These runners are admirable, interesting, likable, and influential, in large part, because of their struggles, because of the way they faced adversity. Yet, the parents in the college admissions scandal, and "lawn mower parents" everywhere, seek to remove all adversity from the lives of their children. Professors now give more "As" than any other grade and the percentage of the top mark appears to be continually on the rise, even though I bet most professors would opine that the quality of student work product is declining overall. As a father of three young children and as a professor, I understand the urge to smooth the path--it is extremely difficult to watch people you care about struggle. Of course, there are times when we should step in and protect, but rather than shielding our children and students from all adversity, I believe we should teach them to deal with the inevitable struggles of life with integrity, humility, determination, and selflessness. As for Olivia Jade, I truly hope she takes her current adversity and uses it as a tool to shape positive character traits. 

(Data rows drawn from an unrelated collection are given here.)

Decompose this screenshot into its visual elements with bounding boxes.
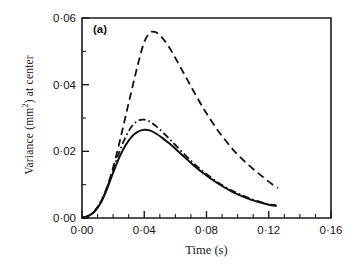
y-axis-label-main: Variance (mm (23, 107, 35, 174)
curve-dash-dot (82, 120, 277, 218)
x-tick-label: 0·04 (133, 224, 156, 236)
x-tick-label: 0·00 (70, 224, 93, 236)
x-tick-label: 0·16 (319, 224, 342, 236)
figure-panel-a: Variance (mm2) at center Time (s) (a) 0·… (0, 0, 358, 266)
curve-solid (82, 130, 277, 218)
axis-frame (82, 18, 331, 218)
tick-marks (82, 18, 331, 218)
y-axis-label-exponent: 2 (21, 103, 30, 107)
x-tick-label: 0·12 (257, 224, 280, 236)
x-tick-label: 0·08 (195, 224, 218, 236)
panel-label: (a) (93, 23, 107, 35)
y-tick-label: 0·04 (26, 79, 76, 91)
x-axis-label: Time (s) (82, 243, 331, 258)
y-axis-label: Variance (mm2) at center (21, 15, 35, 215)
curve-dashed (82, 31, 278, 218)
curves (82, 31, 278, 218)
y-tick-label: 0·00 (26, 212, 76, 224)
plot-area (0, 0, 358, 266)
y-tick-label: 0·02 (26, 145, 76, 157)
y-tick-label: 0·06 (26, 12, 76, 24)
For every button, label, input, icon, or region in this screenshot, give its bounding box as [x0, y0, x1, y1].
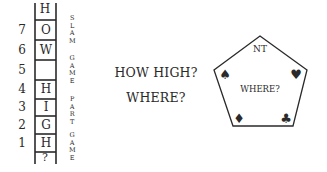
side-label-slam-text: SLAM [68, 14, 75, 44]
side-label-part-text: PART [68, 95, 75, 125]
diamond-icon: ♦ [232, 112, 246, 125]
side-label-slam: SLAM [68, 14, 78, 44]
row-letter-7: O [36, 23, 56, 37]
row-letter-1: H [36, 136, 56, 150]
row-letter-4: H [36, 82, 56, 96]
row-letter-6: W [36, 43, 56, 57]
row-letter-3: I [36, 100, 56, 114]
row-number-7: 7 [15, 23, 29, 37]
side-label-game-lower-text: GAME [68, 131, 75, 161]
row-letter-2: G [36, 118, 56, 132]
side-label-game-upper: GAME [68, 54, 78, 84]
side-label-game-upper-text: GAME [68, 54, 75, 84]
side-label-part: PART [68, 95, 78, 125]
pentagon-nt-label: NT [245, 44, 275, 54]
row-number-3: 3 [15, 100, 29, 114]
side-label-game-lower: GAME [68, 131, 78, 161]
row-number-6: 6 [15, 43, 29, 57]
pentagon-where-label: WHERE? [230, 84, 290, 94]
row-number-1: 1 [15, 136, 29, 150]
ladder-top-letter: H [35, 2, 55, 16]
spade-icon: ♠ [218, 68, 232, 81]
heart-icon: ♥ [289, 68, 303, 81]
ladder-bottom-label: ? [35, 151, 55, 164]
how-high-heading: HOW HIGH? [101, 65, 211, 80]
row-number-5: 5 [15, 63, 29, 77]
row-number-4: 4 [15, 82, 29, 96]
row-number-2: 2 [15, 118, 29, 132]
club-icon: ♣ [279, 112, 293, 125]
where-heading: WHERE? [101, 90, 211, 105]
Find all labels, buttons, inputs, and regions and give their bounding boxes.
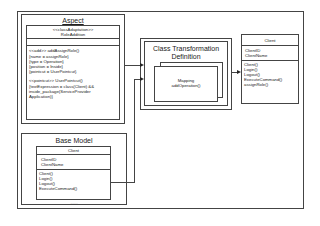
result-attr-client-name: ClientName (245, 53, 295, 58)
result-client-name: Client (242, 35, 298, 45)
aspect-package: Aspect <<classAdaptation>> RoleAddition … (21, 14, 125, 124)
connector-base-v (134, 79, 135, 183)
operations-compartment: <<add>> addAssignRole() {name = assignRo… (27, 45, 119, 99)
connector-aspect (125, 65, 141, 66)
result-op-assign-role: assignRole() (244, 82, 296, 87)
mapping-operation: addOperation() (155, 83, 217, 88)
result-attributes: ClientID ClientName (242, 45, 298, 59)
result-operations: Client() Login() Logout() ExecuteCommand… (242, 60, 298, 89)
base-model-package: Base Model Client ClientID ClientName Cl… (21, 133, 127, 205)
arrow-result-icon (237, 70, 241, 74)
role-addition-class: <<classAdaptation>> RoleAddition <<add>>… (26, 25, 120, 120)
result-client-class: Client ClientID ClientName Client() Logi… (241, 34, 299, 104)
base-client-name: Client (37, 147, 110, 154)
transformation-title-1: Class Transformation (145, 45, 227, 53)
pointcut-line-3: Application)} (29, 94, 117, 99)
transformation-title-2: Definition (145, 53, 227, 61)
class-name: RoleAddition (27, 32, 119, 37)
op-execute-command: ExecuteCommand() (39, 186, 108, 191)
base-operations: Client() Login() Logout() ExecuteCommand… (37, 169, 110, 193)
mapping-box: Mapping addOperation() (154, 66, 218, 102)
base-model-title: Base Model (22, 137, 126, 145)
connector-base-h1 (110, 182, 134, 183)
base-client-class: Client ClientID ClientName Client() Logi… (36, 146, 111, 200)
arrow-base-icon (140, 77, 144, 81)
arrow-aspect-icon (140, 63, 144, 67)
base-attributes: ClientID ClientName (37, 154, 110, 168)
ellipsis: ...... (22, 200, 126, 205)
attributes-compartment (27, 38, 119, 45)
aspect-title: Aspect (22, 17, 124, 25)
attr-client-name: ClientName (41, 162, 106, 167)
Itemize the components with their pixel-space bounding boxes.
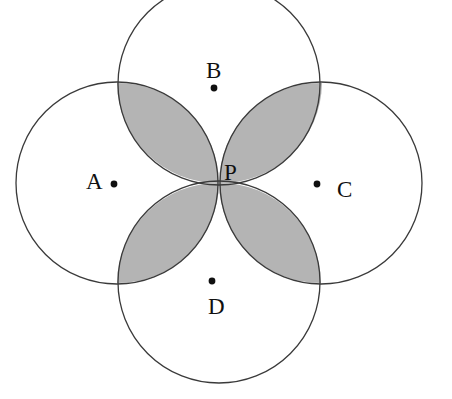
circle-a-center-dot	[111, 181, 118, 188]
label-b: B	[206, 58, 221, 83]
geometry-figure: A B C D P	[0, 0, 452, 399]
circle-b-center-dot	[211, 85, 218, 92]
circle-d-center-dot	[209, 278, 216, 285]
label-a: A	[86, 169, 103, 194]
label-c: C	[337, 177, 352, 202]
figure-canvas: A B C D P	[0, 0, 452, 399]
label-p: P	[224, 160, 237, 185]
label-d: D	[208, 294, 225, 319]
circle-c-center-dot	[314, 181, 321, 188]
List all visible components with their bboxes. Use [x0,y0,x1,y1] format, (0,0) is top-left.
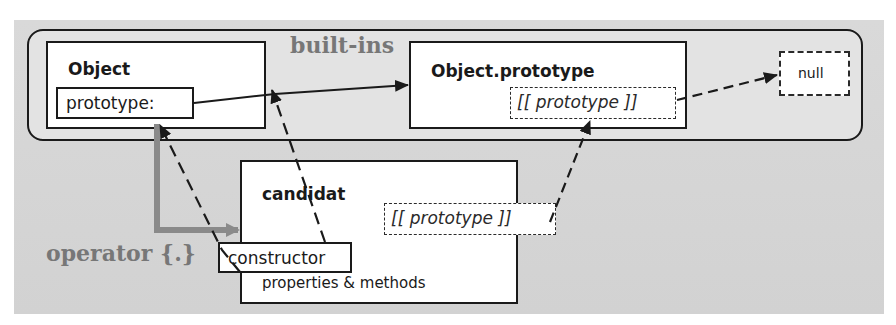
prototype-link-arrow [194,85,408,103]
operator-arrow [157,124,238,230]
diagram-edges [0,0,896,325]
constructor-to-object-arrow [272,90,325,242]
object-prototype-to-null-arrow [677,75,777,100]
constructor-to-prototype-field-arrow [160,125,240,272]
candidat-proto-chain-arrow [550,121,590,222]
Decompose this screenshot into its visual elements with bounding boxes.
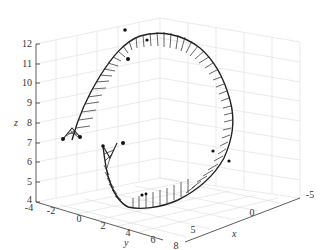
y-axis-label: y [123,237,129,248]
trajectory [63,33,233,208]
svg-text:8: 8 [174,240,179,250]
svg-text:5: 5 [27,176,32,187]
svg-text:-2: -2 [47,205,55,216]
svg-text:10: 10 [22,77,32,88]
svg-text:5: 5 [191,224,196,235]
svg-text:2: 2 [101,220,106,231]
svg-text:6: 6 [151,234,156,245]
y-tick-labels: -4 -2 0 2 4 6 8 [25,202,179,250]
svg-text:0: 0 [77,213,82,224]
svg-text:8: 8 [27,117,32,128]
svg-text:9: 9 [27,97,32,108]
svg-text:-4: -4 [25,202,33,213]
svg-text:-5: -5 [306,189,314,200]
3d-trajectory-plot: 12 11 10 9 8 7 6 5 4 -4 -2 0 2 4 6 8 5 0… [0,0,326,250]
x-axis-line [185,198,300,242]
svg-text:12: 12 [22,38,32,49]
svg-text:11: 11 [22,58,32,69]
z-axis-label: z [13,117,18,128]
svg-text:0: 0 [250,207,255,218]
z-tick-labels: 12 11 10 9 8 7 6 5 4 [22,38,32,205]
svg-text:7: 7 [27,137,32,148]
svg-text:6: 6 [27,156,32,167]
x-axis-label: x [231,228,237,239]
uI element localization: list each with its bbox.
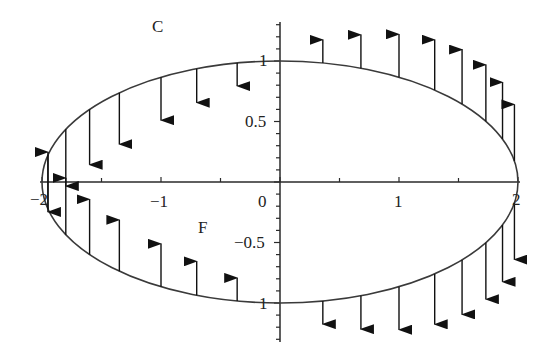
y-tick-label-neg1: 1 bbox=[259, 294, 268, 313]
field-label-f: F bbox=[198, 218, 207, 237]
x-tick-label-0: 0 bbox=[258, 192, 267, 211]
y-tick-label-1: 1 bbox=[259, 51, 268, 70]
ellipse-vector-field-diagram: −2 −1 0 1 2 1 0.5 −0.5 1 C F bbox=[0, 0, 550, 356]
x-tick-label-neg2: −2 bbox=[30, 190, 48, 209]
y-tick-label-0.5: 0.5 bbox=[245, 112, 266, 131]
y-tick-label-neg0.5: −0.5 bbox=[234, 233, 265, 252]
x-tick-label-neg1: −1 bbox=[150, 192, 168, 211]
x-tick-label-2: 2 bbox=[512, 190, 521, 209]
curve-label-c: C bbox=[152, 17, 163, 36]
x-tick-label-1: 1 bbox=[394, 192, 403, 211]
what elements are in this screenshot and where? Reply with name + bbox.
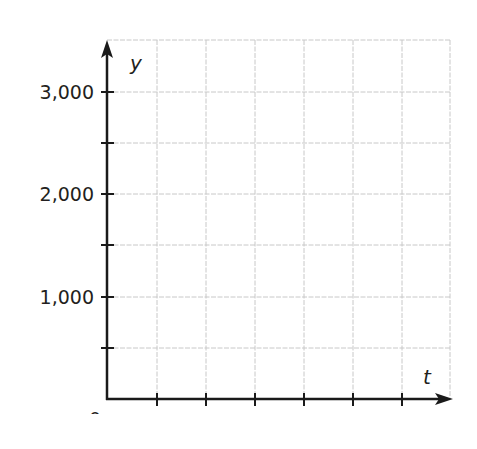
bottom-crop-mask (0, 414, 477, 449)
y-tick-label-3000: 3,000 (40, 81, 94, 103)
grid-lines (107, 40, 450, 399)
y-tick-label-2000: 2,000 (40, 183, 94, 205)
y-axis-label: y (129, 51, 143, 75)
x-axis-label: t (423, 365, 432, 389)
empty-coordinate-grid: 3,000 2,000 1,000 0 y t (0, 0, 477, 449)
y-tick-label-1000: 1,000 (40, 286, 94, 308)
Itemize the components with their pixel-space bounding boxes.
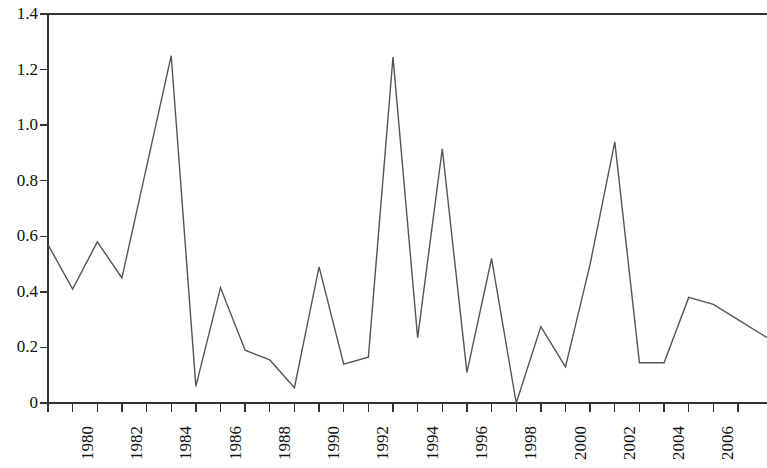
y-axis-tick-label: 1.0 — [17, 116, 38, 133]
y-axis-tick-label: 0.6 — [17, 227, 38, 244]
y-axis-tick-label: 0.8 — [17, 172, 38, 189]
y-axis-tick-labels: 00.20.40.60.81.01.21.4 — [0, 0, 40, 468]
y-axis-tick-label: 0 — [30, 394, 39, 411]
y-axis-tick-label: 1.2 — [17, 61, 38, 78]
y-axis-tick-label: 1.4 — [17, 5, 38, 22]
line-chart: 00.20.40.60.81.01.21.4 19801982198419861… — [0, 0, 767, 468]
plot-area — [0, 0, 767, 468]
y-axis-tick-label: 0.4 — [17, 283, 38, 300]
chart-axes — [48, 14, 767, 403]
y-axis-tick-label: 0.2 — [17, 338, 38, 355]
axis-ticks — [40, 14, 738, 412]
data-line — [48, 56, 767, 403]
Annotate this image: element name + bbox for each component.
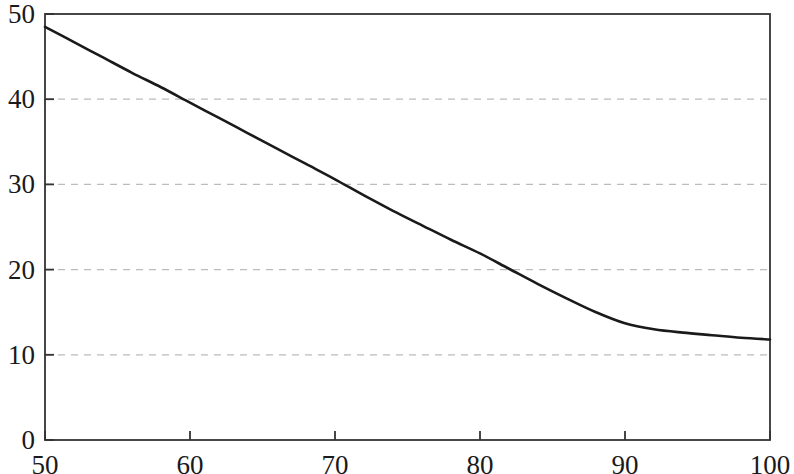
x-tick-label-70: 70 [295, 452, 375, 474]
gridlines [45, 99, 770, 355]
y-tick-label-20: 20 [8, 257, 35, 284]
x-tick-label-50: 50 [5, 452, 85, 474]
x-tick-label-80: 80 [440, 452, 520, 474]
series-line-curve [45, 27, 770, 340]
y-tick-label-10: 10 [8, 342, 35, 369]
y-tick-label-50: 50 [8, 1, 35, 28]
axis-ticks [45, 14, 770, 440]
x-tick-label-90: 90 [585, 452, 665, 474]
y-tick-label-30: 30 [8, 171, 35, 198]
x-tick-label-60: 60 [150, 452, 230, 474]
plot-frame [45, 14, 770, 440]
x-tick-label-100: 100 [730, 452, 794, 474]
plot-border [45, 14, 770, 440]
data-series-line [45, 27, 770, 340]
y-tick-label-40: 40 [8, 86, 35, 113]
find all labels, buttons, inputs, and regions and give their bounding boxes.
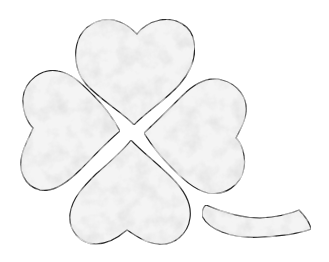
clover-svg (0, 0, 329, 262)
clover-illustration (0, 0, 329, 262)
stem (202, 205, 311, 237)
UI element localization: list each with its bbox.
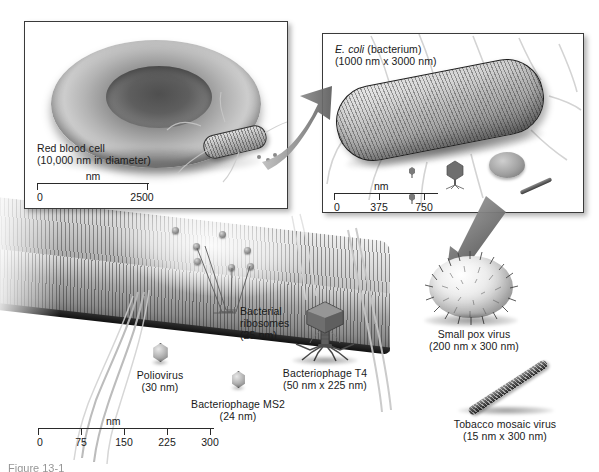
ribosome-dot: [219, 231, 226, 238]
ribosome-dot: [228, 264, 235, 271]
rbc-scale-unit: nm: [37, 170, 149, 182]
main-scale-unit: nm: [38, 415, 214, 427]
tobacco-mosaic-virus-label: Tobacco mosaic virus (15 nm x 300 nm): [422, 418, 588, 442]
tobacco-mosaic-virus-shadow: [458, 406, 554, 415]
bacteriophage-t4-shadow: [292, 356, 358, 365]
figure-caption-clipped: Figure 13-1: [8, 462, 64, 472]
panel-ecoli: E. coli (bacterium) (1000 nm x 3000 nm) …: [322, 33, 584, 213]
virus-size-comparison-figure: Red blood cell (10,000 nm in diameter) n…: [0, 0, 599, 472]
poliovirus-label: Poliovirus (30 nm): [112, 369, 208, 393]
ecoli-scale-unit: nm: [334, 180, 438, 192]
ribosome-dot: [247, 263, 254, 270]
ecoli-label: E. coli (bacterium) (1000 nm x 3000 nm): [335, 43, 437, 67]
rbc-scale-rule: [37, 183, 149, 191]
bacteriophage-t4-illustration: [288, 300, 362, 362]
main-scale-rule: [38, 428, 214, 436]
bacteriophage-t4-label: Bacteriophage T4 (50 nm x 225 nm): [262, 367, 388, 391]
rbc-scale-bar: nm 0 2500: [37, 170, 149, 204]
main-scale-ticks: 0 75 150 225 300: [38, 436, 214, 449]
mini-phage-t4: [441, 160, 469, 190]
smallpox-virus-shadow: [424, 314, 518, 327]
ecoli-scale-ticks: 0 375 750: [334, 201, 438, 213]
ecoli-scale-rule: [334, 193, 438, 201]
bacteriophage-ms2-shadow: [231, 386, 245, 390]
poliovirus-shadow: [152, 360, 168, 365]
smallpox-virus-label: Small pox virus (200 nm x 300 nm): [398, 328, 550, 352]
main-scale-bar: nm 0 75 150 225 300: [38, 415, 214, 449]
bacterial-ribosomes-label: Bacterial ribosomes (25 nm): [240, 305, 289, 342]
ribosome-dot: [172, 227, 179, 234]
mini-smallpox-virus: [489, 152, 525, 178]
ribosome-dot: [194, 258, 201, 265]
ecoli-scale-bar: nm 0 375 750: [334, 180, 438, 213]
rbc-scale-ticks: 0 2500: [37, 191, 149, 204]
panel-red-blood-cell: Red blood cell (10,000 nm in diameter) n…: [24, 21, 288, 209]
ribosome-dot: [193, 243, 200, 250]
ribosome-dot: [244, 247, 251, 254]
mini-phage-small: [407, 166, 417, 180]
ecoli-surface-fade: [0, 192, 60, 322]
rbc-label: Red blood cell (10,000 nm in diameter): [37, 142, 151, 166]
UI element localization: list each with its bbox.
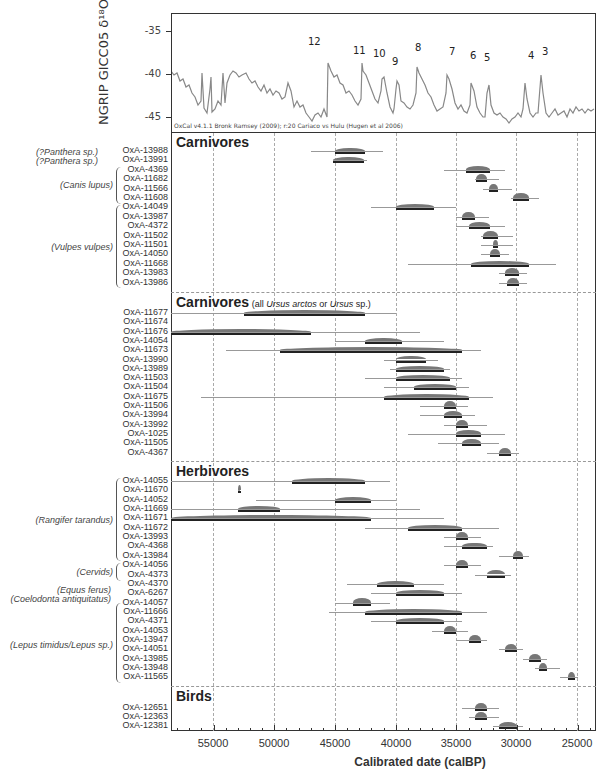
sample-label: OxA-4367 xyxy=(127,448,168,457)
probability-distribution xyxy=(280,347,462,350)
x-tick xyxy=(505,728,506,731)
x-tick xyxy=(347,728,348,731)
probability-distribution xyxy=(487,570,505,574)
sample-label: OxA-12381 xyxy=(122,721,168,730)
x-tick xyxy=(529,728,530,731)
probability-distribution xyxy=(568,672,575,677)
hpd-range-bar xyxy=(476,180,487,182)
sample-label: OxA-11682 xyxy=(123,174,168,183)
probability-distribution xyxy=(396,590,445,593)
sample-label: OxA-14051 xyxy=(122,644,168,653)
probability-distribution xyxy=(396,375,451,378)
x-tick xyxy=(359,728,360,731)
probability-range xyxy=(256,500,396,501)
hpd-range-bar xyxy=(466,171,490,173)
probability-distribution xyxy=(499,722,517,726)
probability-distribution xyxy=(238,485,241,490)
section-title-text: Carnivores xyxy=(176,294,249,310)
x-tick-label: 25000 xyxy=(552,737,602,749)
x-tick xyxy=(299,728,300,731)
gridline xyxy=(516,133,517,731)
probability-distribution xyxy=(513,551,523,556)
hpd-range-bar xyxy=(396,208,435,210)
hpd-range-bar xyxy=(238,491,241,493)
x-tick xyxy=(371,728,372,731)
hpd-range-bar xyxy=(171,519,371,521)
taxon-label: (Vulpes vulpes) xyxy=(51,242,113,252)
probability-distribution xyxy=(335,497,371,500)
probability-distribution xyxy=(456,560,468,565)
ngrip-y-axis-title: NGRIP GICC05 δ¹⁸O xyxy=(96,0,111,125)
hpd-range-bar xyxy=(396,379,451,381)
sample-label: OxA-11670 xyxy=(123,485,168,494)
hpd-range-bar xyxy=(365,342,401,344)
probability-distribution xyxy=(333,157,365,160)
gridline xyxy=(577,133,578,731)
probability-distribution xyxy=(456,430,480,434)
gridline xyxy=(213,133,214,731)
subtitle-part: or xyxy=(317,299,330,309)
sample-label: OxA-11674 xyxy=(123,317,168,326)
probability-distribution xyxy=(171,329,311,332)
x-tick xyxy=(566,728,567,731)
hpd-range-bar xyxy=(499,727,517,729)
hpd-range-bar xyxy=(171,333,311,335)
probability-distribution xyxy=(456,532,468,537)
probability-distribution xyxy=(292,478,365,481)
probability-distribution xyxy=(489,184,498,189)
section-subtitle: (all Ursus arctos or Ursus sp.) xyxy=(249,299,371,309)
probability-distribution xyxy=(483,231,498,236)
probability-distribution xyxy=(377,581,413,584)
taxon-label: (Rangifer tarandus) xyxy=(35,515,113,525)
hpd-range-bar xyxy=(490,255,500,257)
probability-distribution xyxy=(493,240,498,245)
hpd-range-bar xyxy=(505,274,520,276)
probability-distribution xyxy=(396,366,445,369)
probability-distribution xyxy=(466,166,490,170)
probability-distribution xyxy=(444,401,456,406)
x-tick xyxy=(432,728,433,731)
x-tick xyxy=(384,728,385,731)
hpd-range-bar xyxy=(513,557,523,559)
brace xyxy=(116,478,121,561)
x-tick xyxy=(177,728,178,731)
sample-label: OxA-13994 xyxy=(122,410,168,419)
probability-distribution xyxy=(476,174,487,179)
x-tick xyxy=(396,725,397,731)
gridline xyxy=(335,133,336,731)
brace xyxy=(116,205,121,288)
probability-distribution xyxy=(244,310,365,313)
x-tick xyxy=(481,728,482,731)
section-divider xyxy=(171,461,596,462)
section-title-ursus: Carnivores (all Ursus arctos or Ursus sp… xyxy=(176,294,371,310)
hpd-range-bar xyxy=(483,237,498,239)
probability-distribution xyxy=(475,703,487,708)
hpd-range-bar xyxy=(444,416,462,418)
sample-label: OxA-13983 xyxy=(122,268,168,277)
probability-distribution xyxy=(365,338,401,341)
hpd-range-bar xyxy=(456,435,480,437)
sample-label: OxA-4371 xyxy=(127,616,168,625)
taxon-label: (Coelodonta antiquitatus) xyxy=(10,594,111,604)
brace xyxy=(116,563,121,581)
probability-distribution xyxy=(462,212,474,217)
probability-distribution xyxy=(384,394,469,397)
probability-distribution xyxy=(171,515,371,518)
x-tick xyxy=(590,728,591,731)
hpd-range-bar xyxy=(244,314,365,316)
section-title-carnivores: Carnivores xyxy=(176,134,249,150)
hpd-range-bar xyxy=(499,454,511,456)
gridline xyxy=(274,133,275,731)
taxon-label: (Lepus timidus/Lepus sp.) xyxy=(10,640,113,650)
probability-range xyxy=(171,509,420,510)
hpd-range-bar xyxy=(333,161,365,163)
hpd-range-bar xyxy=(377,585,413,587)
hpd-range-bar xyxy=(396,370,445,372)
x-tick xyxy=(456,725,457,731)
hpd-range-bar xyxy=(529,660,541,662)
sample-label: OxA-11505 xyxy=(123,438,168,447)
section-title-herbivores: Herbivores xyxy=(176,463,249,479)
hpd-range-bar xyxy=(396,622,445,624)
x-tick xyxy=(541,728,542,731)
x-tick xyxy=(286,728,287,731)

June 16, 2019 in Ethics, Haskell Murray, Sports, Teaching, Wellness | Permalink | Comments (1)

Advice for the New Business Law Prof – Part II: Incorporating Dispute Resolution Exercises

Today’s blog is the second post (first here) about advice for new business law profs.  It is also the promised follow-on to last week’s post, particularly my response to co-blogger Haskell Murray’s comment.

I am an assistant professor at the University of Oklahoma’s Price College of Business, and I’ve also taught in law schools.  The advice I’ll share today is generally applicable in both business and law school environments.

“Negotiation and Dispute Resolution” is one of my absolute favorite courses to teach!  However, I came to the area by happenstance.  During my PhD studies at Wharton, I wanted to fulfill my TA responsibilities by assisting the securities law professor.  He didn’t need a TA.  Fortunately, Professor Ken Shropshire did for his negotiations courses.  And as they say, the rest is history.  I’ve now taught dispute resolution courses, mediated cases, am on FINRA’s arbitration roster, and recently wrote an arbitration-related article with my OU colleague Professor Dan Ostas.  So, likely the most important advice of this post that I often share with students and others is to be open to unexpected opportunities in life, especially when the door to the option you originally wanted is closed.

Ok, onto the teaching part…given my love of dispute resolution and the increasing emphasis on experiential and active learning, I now incorporate a few dispute resolution exercises into each of my business law courses at both the graduate and undergraduate levels.  In general, students really enjoy these exercises.  The Harvard Program on Negotiation (PON) and Northwestern’s Dispute Resolution Research Center offer an extensive amount of dispute resolution materials for a fee (the materials are copyrighted).  Professors can create an account at these institutions to preview the materials.  Many exercises have teaching notes, which is helpful (especially for newbies to the area!). 

I work with our copy center to have the materials printed, and then I hand the materials out in class to students (electronic options are available).  Each dispute resolution exercise will have different roles, so you’ll have to assign students to different roles.  If you don’t plan to do the exercise in the class in which you hand out the materials, you’ll need to plan ahead to make sure that students are present for the exercise as otherwise you might have missing roles.  Class participation is part of the final grade in my courses.  I assign participation points to each exercise, which students lose if absent (unless their absence is excused per policies outlined in the syllabus).  I’m happy for readers who want additional logistical details to reach out to me.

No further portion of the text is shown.